The Scottish Mail on Sunday

SLIDING STAR

Yarnold beats dizziness in a quest for gold

- By Riath Al-Samarrai

IT has not been an easy year for Lizzy Yarnold. An extremely challengin­g one, in fact. Take as an example her descriptio­n of a problem that has been bugging her on skeleton runs for the past few years and was diagnosed in the summer as a vestibular disorder in her inner ear.

‘It is very awkward and very uncomforta­ble but it doesn’t happen often,’ she says. ‘I might be travelling down a fast track like Whistler in Canada that I have gone down six times in a week and tens of times in my career.

‘So I know what is coming, and what it is all about, how it goes, but when I am going down and getting maybe a bit faster and feeling more G force, my vestibular issue clicks in, and I am disorienta­ted. What happens is I know I am in a corner and I know that I am travelling around but I can’t necessaril­y pick up exactly what is going on or I cannot pinpoint the finer details.

‘It is just a disorienta­tion of the brain and spatial awareness.’

The necessary context here is that the Olympic skeleton champion tends to reach speeds about 90mph on the thinnest of sleds on a rapid ice chute.

In a sport measured by the tiniest margins and played out at the most absurd pace, the issue sounds mildly troubling at best.

But with Yarnold landing in Pyeongchan­g on a mission to make history as Britain’s first back-to-back Winter Olympic champion, her conviction is that it will not make the slightest difference.

‘It is something I know how to deal with because the professor has told me what it is and how it will present itself and how to recover,’ she says.

‘It is not so much an issue now. I was diagnosed in March 2017. I had been suffering with it a couple of years but we eventually found out. The team doctor came to a consultati­on and we all know what is going on. I am in a really good place. It doesn’t affect me at this track in Pyeongchan­g.’

Time will tell if that is bravado, or a case of self-persuasion. It is equally unknown whether the issue has had a major impact on her form this season, which has been a shadow of her preparatio­ns for Sochi, when she dominated the World Cup season. When she got to Russia she set track records on two of her four runs and won by a huge margin of 0.97 seconds.

This time, by contrast, it has been a slog. She had just one podium in the eight races of the World Cup season — at the opener in Lake Placid — before a recovery of sorts in the final event in Konigssee in January, where she was fourth.

It is perhaps indicative of the malaise that when UK Sport announced their Pyeongchan­g medal projection­s last month, skeleton, their best funded sport, was told their target was only top eight. That would represent something of a soft goal for a reigning champion who believes her experience of top level competitio­n will put her in the mix for gold.

‘I have never lost faith in myself,’ she says. ‘I know I can do it.

‘The competitio­n is very tough. There are a lot of very good competitor­s but I like going to a track and having a clean slate. This track does suit me and I know I can handle the expectatio­n at home because no one pressures me more than I pressure myself.

‘I will go through my routines and processes, step up to the start and do what I have done a lot of times before.

‘Your heart goes faster and your body actually feels ready for a fight almost. You feel so alert but you have to control your nerves. After that it is me and the track.’

Her main rivals, in her view, are world No 1 Jacqueline Loelling of Germany and Elisabeth Vathie of Canada, as well as team-mate Laura Deas, who ranks seventh for the season — two spots ahead of Yarnold.

It is something of an underdog status that Yarnold will take to South Korea, in addition to a new sled — the Green Machine, which has replaced the less dramatical­ly named Mervyn.

‘It is nice and bright,’ she says. ‘I want to make a statement, be an individual — different sled to last time, different name.’

With any luck she can overcome the challenges and get the same result.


■ Exercise aim ■
Return the records that follow unaltered. Omit every picture.

*** Exercise inputs

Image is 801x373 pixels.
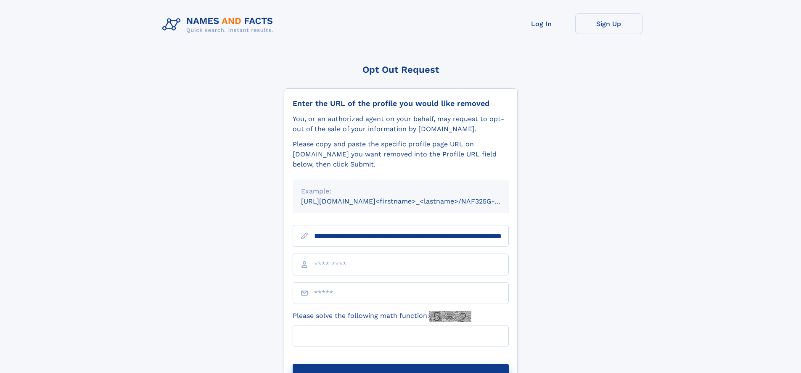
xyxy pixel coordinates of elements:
[159,13,280,36] img: Logo Names and Facts
[284,64,517,75] div: Opt Out Request
[575,13,642,34] a: Sign Up
[508,13,575,34] a: Log In
[293,311,471,322] label: Please solve the following math function:
[301,186,500,196] div: Example:
[293,99,509,108] div: Enter the URL of the profile you would like removed
[293,114,509,134] div: You, or an authorized agent on your behalf, may request to opt-out of the sale of your informatio...
[293,139,509,169] div: Please copy and paste the specific profile page URL on [DOMAIN_NAME] you want removed into the Pr...
[301,197,525,205] small: [URL][DOMAIN_NAME]<firstname>_<lastname>/NAF325G-xxxxxxxx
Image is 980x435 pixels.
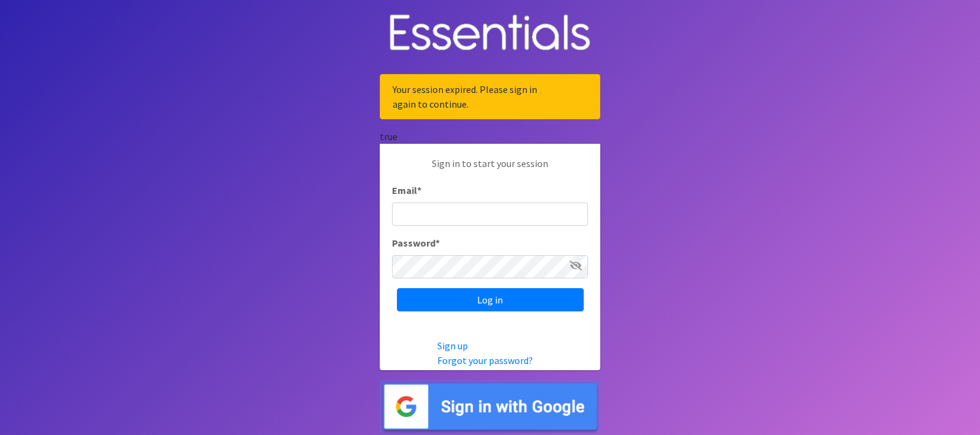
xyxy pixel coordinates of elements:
[417,185,422,197] abbr: required
[392,236,439,250] label: Password
[380,381,600,434] img: Sign in with Google
[397,289,584,312] input: Log in
[380,2,600,65] img: Human Essentials
[392,156,588,183] p: Sign in to start your session
[435,237,439,249] abbr: required
[392,183,422,198] label: Email
[380,129,600,144] div: true
[380,74,600,120] div: Your session expired. Please sign in again to continue.
[437,340,468,352] a: Sign up
[437,354,533,366] a: Forgot your password?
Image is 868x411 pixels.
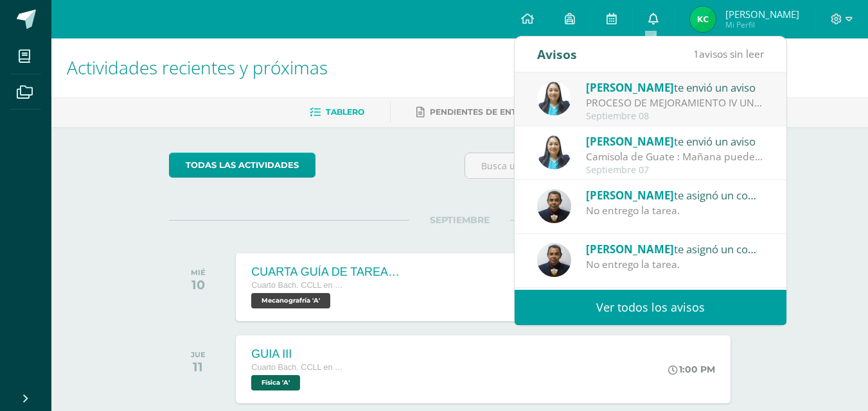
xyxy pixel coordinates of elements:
[586,149,764,164] div: Camisola de Guate : Mañana pueden llegar con la playera de la selección siempre aportando su cola...
[586,242,674,257] span: [PERSON_NAME]
[725,19,799,30] span: Mi Perfil
[537,243,571,277] img: b39acb9233a3ac3163c44be5a56bc5c9.png
[693,47,764,61] span: avisos sin leer
[693,47,699,61] span: 1
[191,350,206,359] div: JUE
[586,134,674,149] span: [PERSON_NAME]
[251,363,347,372] span: Cuarto Bach. CCLL en Computación
[416,102,539,123] a: Pendientes de entrega
[586,258,764,272] div: No entrego la tarea.
[251,293,330,308] span: Mecanografría 'A'
[586,165,764,176] div: Septiembre 07
[586,111,764,122] div: Septiembre 08
[586,133,764,149] div: te envió un aviso
[537,136,571,169] img: 49168807a2b8cca0ef2119beca2bd5ad.png
[586,187,764,203] div: te asignó un comentario en 'Depreciaciones' para 'Contabilidad'
[537,189,571,223] img: b39acb9233a3ac3163c44be5a56bc5c9.png
[191,277,206,293] div: 10
[668,364,715,375] div: 1:00 PM
[725,8,799,21] span: [PERSON_NAME]
[191,359,206,375] div: 11
[251,265,405,279] div: CUARTA GUÍA DE TAREAS DEL CUARTO BIMESTRE
[586,96,764,111] div: PROCESO DE MEJORAMIENTO IV UNIDAD: Bendiciones a cada uno El día de hoy estará disponible el comp...
[514,290,786,325] a: Ver todos los avisos
[586,203,764,218] div: No entrego la tarea.
[251,375,300,391] span: Física 'A'
[251,281,347,290] span: Cuarto Bach. CCLL en Computación
[537,81,571,116] img: 49168807a2b8cca0ef2119beca2bd5ad.png
[537,36,577,72] div: Avisos
[191,268,206,277] div: MIÉ
[465,153,749,178] input: Busca una actividad próxima aquí...
[169,153,315,178] a: todas las Actividades
[429,107,539,117] span: Pendientes de entrega
[586,80,674,95] span: [PERSON_NAME]
[326,107,364,117] span: Tablero
[586,240,764,258] div: te asignó un comentario en 'Mercaderias en Consignacion' para 'Contabilidad'
[586,188,674,203] span: [PERSON_NAME]
[586,79,764,96] div: te envió un aviso
[409,214,510,225] span: SEPTIEMBRE
[251,347,347,361] div: GUIA III
[309,102,364,123] a: Tablero
[67,55,328,79] span: Actividades recientes y próximas
[690,6,716,32] img: 18827d32ecbf6d96fb2bd37fe812f4f1.png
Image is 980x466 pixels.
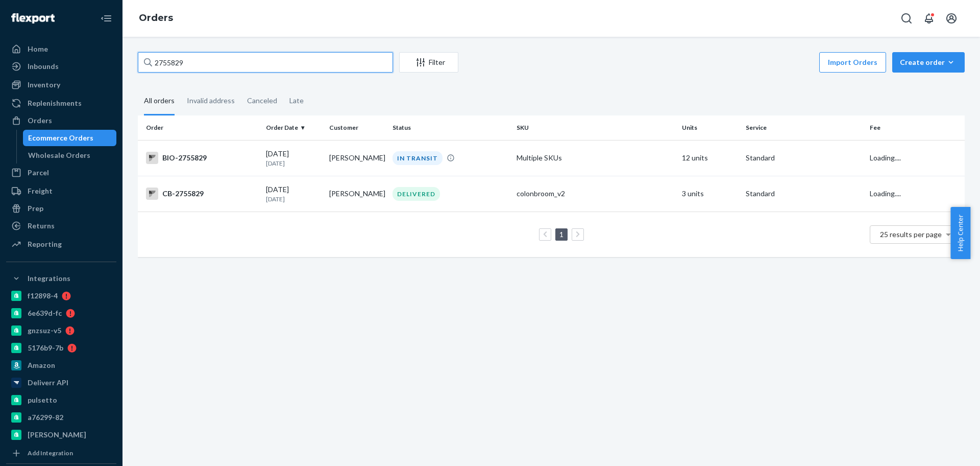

******

■ Answer space ■
Image is 801x373 pixels.
xyxy pixel coordinates of elements:
[159,13,280,36] img: Logo Names and Facts
[284,64,517,75] div: Opt Out Request
[575,13,642,34] a: Sign Up
[508,13,575,34] a: Log In
[293,311,471,322] label: Please solve the following math function:
[301,186,500,196] div: Example:
[293,99,509,108] div: Enter the URL of the profile you would like removed
[293,114,509,134] div: You, or an authorized agent on your behalf, may request to opt-out of the sale of your informatio...
[293,139,509,169] div: Please copy and paste the specific profile page URL on [DOMAIN_NAME] you want removed into the Pr...
[301,197,525,205] small: [URL][DOMAIN_NAME]<firstname>_<lastname>/NAF325G-xxxxxxxx
Image is 980x435 pixels.
xyxy pixel coordinates of elements:
[417,185,422,197] abbr: required
[392,236,439,250] label: Password
[380,381,600,434] img: Sign in with Google
[397,289,584,312] input: Log in
[380,2,600,65] img: Human Essentials
[392,156,588,183] p: Sign in to start your session
[435,237,439,249] abbr: required
[392,183,422,198] label: Email
[380,129,600,144] div: true
[380,74,600,120] div: Your session expired. Please sign in again to continue.
[437,340,468,352] a: Sign up
[437,354,533,366] a: Forgot your password?
Image is 868x411 pixels.
xyxy pixel coordinates of elements:
[586,149,764,164] div: Camisola de Guate : Mañana pueden llegar con la playera de la selección siempre aportando su cola...
[586,242,674,257] span: [PERSON_NAME]
[725,19,799,30] span: Mi Perfil
[537,243,571,277] img: b39acb9233a3ac3163c44be5a56bc5c9.png
[693,47,764,61] span: avisos sin leer
[693,47,699,61] span: 1
[191,350,206,359] div: JUE
[586,134,674,149] span: [PERSON_NAME]
[251,363,347,372] span: Cuarto Bach. CCLL en Computación
[416,102,539,123] a: Pendientes de entrega
[586,258,764,272] div: No entrego la tarea.
[251,293,330,308] span: Mecanografría 'A'
[586,165,764,176] div: Septiembre 07
[586,111,764,122] div: Septiembre 08
[586,133,764,149] div: te envió un aviso
[537,136,571,169] img: 49168807a2b8cca0ef2119beca2bd5ad.png
[586,187,764,203] div: te asignó un comentario en 'Depreciaciones' para 'Contabilidad'
[537,189,571,223] img: b39acb9233a3ac3163c44be5a56bc5c9.png
[191,277,206,293] div: 10
[668,364,715,375] div: 1:00 PM
[725,8,799,21] span: [PERSON_NAME]
[191,359,206,375] div: 11
[251,265,405,279] div: CUARTA GUÍA DE TAREAS DEL CUARTO BIMESTRE
[586,96,764,111] div: PROCESO DE MEJORAMIENTO IV UNIDAD: Bendiciones a cada uno El día de hoy estará disponible el comp...
[514,290,786,325] a: Ver todos los avisos
[586,203,764,218] div: No entrego la tarea.
[251,375,300,391] span: Física 'A'
[251,281,347,290] span: Cuarto Bach. CCLL en Computación
[537,81,571,116] img: 49168807a2b8cca0ef2119beca2bd5ad.png
[537,36,577,72] div: Avisos
[191,268,206,277] div: MIÉ
[465,153,749,178] input: Busca una actividad próxima aquí...
[169,153,315,178] a: todas las Actividades
[429,107,539,117] span: Pendientes de entrega
[586,80,674,95] span: [PERSON_NAME]
[326,107,364,117] span: Tablero
[586,240,764,258] div: te asignó un comentario en 'Mercaderias en Consignacion' para 'Contabilidad'
[586,188,674,203] span: [PERSON_NAME]
[586,79,764,96] div: te envió un aviso
[409,214,510,225] span: SEPTIEMBRE
[251,347,347,361] div: GUIA III
[309,102,364,123] a: Tablero
[67,55,328,79] span: Actividades recientes y próximas
[690,6,716,32] img: 18827d32ecbf6d96fb2bd37fe812f4f1.png
Image is 980x466 pixels.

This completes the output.